Public policy researcher Dr Ann Brower, from Lincoln
University, and economist Dr Philip Meguire, from the
University of Canterbury, undertook a study of tenure review
over the past five years.
Dr Brower is no stranger to controversy concerning high
country issues. In 2006, pastoral lessees said they felt
vindicated by a Victoria University report which said they
were not fleecing taxpayers of millions of dollars through
tenure review.
The High Country Accord lobby group commissioned the review
of a report by Dr Brower which said the high country was
being given away and privatised through tenure review.

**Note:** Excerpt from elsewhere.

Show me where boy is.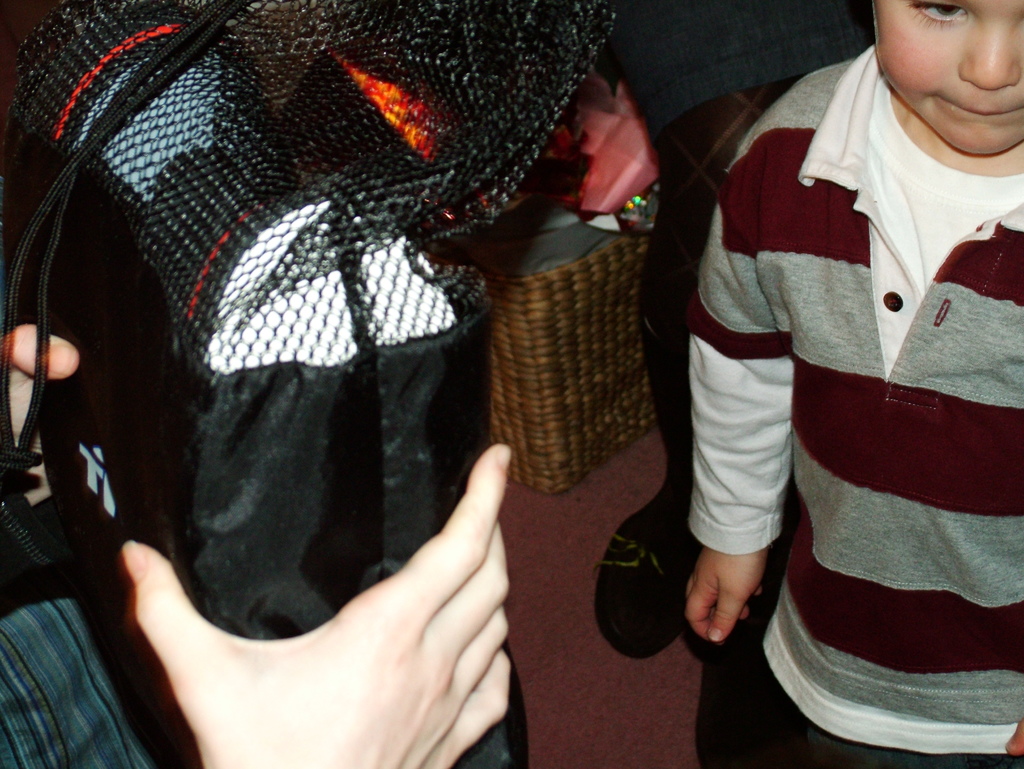
boy is at (680, 0, 1023, 768).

In the latest report, Dr Brower and Dr Meguire said they
calculated the ratio of the price per hectare a lessee was
paid when selling all or part of a new freehold, to the price
per hectare the Crown charged the lessee to acquire the
freehold under tenure review. In a statement, they said
lessees, on average, on-sold land at 2696 times the price the
Crown charged them for freehold rights and half of the
lessees on-sold land for more than 992 times the price they
paid for freehold.
"Everyone who has gone through tenure review and then sold
newly privatised land has done so for a price at the very
least 80% higher than the price at which the Crown sold the
freehold rights.
"At the other extreme, some land privatised under tenure
review was sold for more than 27,000 times than what was paid
for it," the pair said.
A summary of their work will be published in the
internationally recognised scholarly journal New Zealand
Economic Papers.
Ray Macleod, a land economist and general manager of Landward
Management, a specialist Dunedin land management company in
the rural sector, described the statement as outrageous and
conveniently misleading.
"No-one should have to defend themselves against such a
blatant misrepresentation of the nature of the relationship
between the Crown and the lessees," Mr Macleod said.
The pair had conveniently ignored the significant
improvements and property rights which were held by the
lessees, including security of tenure through a perpetual
right of renewal of the lease subject only to a range of
conditions related to the terms of the perpetual lease.
Dr Brower and Dr Meguire either did not understand the
Crown-lessee relationship, and therefore the fundamental
nature of the transaction that was taking place under tenure
review, or they had a social or political agenda they needed
to disclose in full, Mr Macleod said.
Given the basic misrepresentation in the paper of the
relationship between the Crown and lessees, Mr Macleod
believed the authors owed an apology to the Crown, and felt
the paper was of such doubtful quality it should be of
concern papers of such standard were deemed authoritative.